J. P. Moreland: Kingdom Triangle
His chapter on ‘the renovation of the soul’ draws on the insights of writers like Dallas Willard, Richard Foster and Henri Nouwen. Diagnosing four traits of ‘the empty self’, J.P. offers an expose on ‘the art of Christian self-denial’, carefully tracing out the relevant concepts and seeking to acquaint the reader with some of the ‘disciplines of abstinence’ and ‘engagement’ that disciples can purposefully employ to target areas of their lives where ‘sinful habits’ are residing. But Moreland is keen to emphasise that spiritual development is not something we should do solo—and goes so far as to strongly endorse the use of trained Christian therapists, counsellors and spiritual directors at the local Church. As ever, J.P.’s emphasis on knowledge undergirds the discussion. If you find parts of this chapter a little surprising (as I admit that I did), maybe it is worth asking yourself whether it has something to do with the fog of our contemporary Zeitgeist. Perhaps we expected spiritual development to be something rather vague and cloudy. J.P’s ideas about it, however, are rather more precise. Our culture is individualistic, infantile, narcissistic and passive—and if we are to escape the shadow of the empty self there are things we must do (corporately and individually) to foster authentic Christian spiritual formation.
Finally, Moreland fixes his attention upon the charismatic dimension of the Christian faith (and probably loses a few friends in the process!). Relating his own experience of divine healing, and pointing the reader to the current revival in the Third World, which has been ‘intimately connected to signs and wonders’, J.P (now affiliated with a ‘Third Wave’ church) suggests that ‘Western Christians have absorbed more of a secular worldview than we may like to admit’, and contends that cessationism is neither supported by Scripture or by the evidence. But he is anxious to affirm the emphasis on Scripture and theology often fostered in cessationist Churches, and unwilling to blindly endorse the charismatic end of the spectrum. Whilst praising Pentecostals and charismatics for bringing ‘healing, deliverance and the prophetic back to the Evangelical community’, he complains that, all too often, ‘you are too anti-intellectual’, too ‘addicted to seeking experiences’, too little concerned with ‘Christian counselling, the life of the mind, study, memorising Scripture’. Among other advice for becoming more ‘naturally supernatural’, Moreland urges Christian to gain real knowledge in this area of ministry, and to build our faith through ‘study, meditation, risk, learning from successes and failures, and in related ways’. Learning to live and use the Spirit’s power, as well as cultivating the inner life of the soul, and the development of the mind, are ‘central to Jesus’ ministry in the Gospels, in Acts, and in the first four centuries of the church’. J.P ‘refuse[s] to believe it has to be an either/or’.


**Exercise prompt**
Reproduce the data below exactly as written. Pictures do not belong in the copy.

**Data provided**
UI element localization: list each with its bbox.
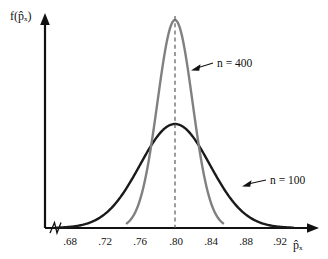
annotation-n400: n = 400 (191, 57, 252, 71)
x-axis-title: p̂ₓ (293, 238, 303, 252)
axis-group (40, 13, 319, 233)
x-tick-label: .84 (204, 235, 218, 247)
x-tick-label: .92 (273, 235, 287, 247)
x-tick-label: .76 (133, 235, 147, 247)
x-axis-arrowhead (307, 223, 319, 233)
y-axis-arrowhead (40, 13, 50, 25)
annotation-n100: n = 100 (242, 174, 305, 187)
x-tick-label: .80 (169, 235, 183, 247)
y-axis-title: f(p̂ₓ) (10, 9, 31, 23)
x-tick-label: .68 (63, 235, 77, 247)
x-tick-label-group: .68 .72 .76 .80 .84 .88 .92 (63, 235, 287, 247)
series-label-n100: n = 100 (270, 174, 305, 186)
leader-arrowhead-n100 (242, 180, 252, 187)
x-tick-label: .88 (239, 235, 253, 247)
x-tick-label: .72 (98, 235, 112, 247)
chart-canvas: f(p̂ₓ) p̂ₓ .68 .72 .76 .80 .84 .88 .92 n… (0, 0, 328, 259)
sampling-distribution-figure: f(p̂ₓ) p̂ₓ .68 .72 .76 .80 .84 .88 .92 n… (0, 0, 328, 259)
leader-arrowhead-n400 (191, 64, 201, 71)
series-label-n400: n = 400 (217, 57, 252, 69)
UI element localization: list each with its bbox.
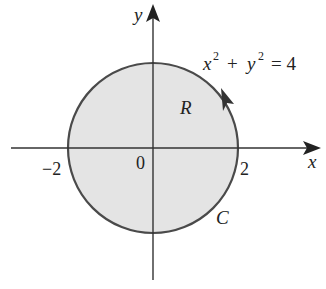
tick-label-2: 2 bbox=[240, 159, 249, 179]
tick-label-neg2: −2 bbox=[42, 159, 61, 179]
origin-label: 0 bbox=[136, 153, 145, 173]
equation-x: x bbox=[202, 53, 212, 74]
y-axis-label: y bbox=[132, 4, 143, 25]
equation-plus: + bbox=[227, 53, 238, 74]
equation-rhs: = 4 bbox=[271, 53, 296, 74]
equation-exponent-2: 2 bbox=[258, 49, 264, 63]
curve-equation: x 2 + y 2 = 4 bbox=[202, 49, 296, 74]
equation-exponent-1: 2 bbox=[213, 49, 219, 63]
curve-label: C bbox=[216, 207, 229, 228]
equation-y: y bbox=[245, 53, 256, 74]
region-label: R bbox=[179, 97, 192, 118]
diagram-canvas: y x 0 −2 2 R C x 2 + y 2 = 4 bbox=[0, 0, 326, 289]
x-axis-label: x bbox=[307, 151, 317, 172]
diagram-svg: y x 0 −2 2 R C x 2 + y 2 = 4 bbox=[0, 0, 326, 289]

**Answer space**
UI element localization: list each with its bbox.
annotation-n400: n = 400 (191, 57, 252, 71)
x-axis-title: p̂ₓ (293, 238, 303, 252)
axis-group (40, 13, 319, 233)
x-tick-label: .84 (204, 235, 218, 247)
x-tick-label: .92 (273, 235, 287, 247)
x-tick-label: .76 (133, 235, 147, 247)
x-axis-arrowhead (307, 223, 319, 233)
y-axis-arrowhead (40, 13, 50, 25)
annotation-n100: n = 100 (242, 174, 305, 187)
x-tick-label: .80 (169, 235, 183, 247)
y-axis-title: f(p̂ₓ) (10, 9, 31, 23)
x-tick-label: .68 (63, 235, 77, 247)
x-tick-label-group: .68 .72 .76 .80 .84 .88 .92 (63, 235, 287, 247)
series-label-n100: n = 100 (270, 174, 305, 186)
leader-arrowhead-n100 (242, 180, 252, 187)
x-tick-label: .88 (239, 235, 253, 247)
x-tick-label: .72 (98, 235, 112, 247)
chart-canvas: f(p̂ₓ) p̂ₓ .68 .72 .76 .80 .84 .88 .92 n… (0, 0, 328, 259)
sampling-distribution-figure: f(p̂ₓ) p̂ₓ .68 .72 .76 .80 .84 .88 .92 n… (0, 0, 328, 259)
leader-arrowhead-n400 (191, 64, 201, 71)
series-label-n400: n = 400 (217, 57, 252, 69)
UI element localization: list each with its bbox.
tick-label-2: 2 bbox=[240, 159, 249, 179]
tick-label-neg2: −2 bbox=[42, 159, 61, 179]
origin-label: 0 bbox=[136, 153, 145, 173]
equation-x: x bbox=[202, 53, 212, 74]
y-axis-label: y bbox=[132, 4, 143, 25]
equation-plus: + bbox=[227, 53, 238, 74]
equation-rhs: = 4 bbox=[271, 53, 296, 74]
equation-exponent-2: 2 bbox=[258, 49, 264, 63]
curve-equation: x 2 + y 2 = 4 bbox=[202, 49, 296, 74]
equation-exponent-1: 2 bbox=[213, 49, 219, 63]
curve-label: C bbox=[216, 207, 229, 228]
equation-y: y bbox=[245, 53, 256, 74]
region-label: R bbox=[179, 97, 192, 118]
diagram-canvas: y x 0 −2 2 R C x 2 + y 2 = 4 bbox=[0, 0, 326, 289]
x-axis-label: x bbox=[307, 151, 317, 172]
diagram-svg: y x 0 −2 2 R C x 2 + y 2 = 4 bbox=[0, 0, 326, 289]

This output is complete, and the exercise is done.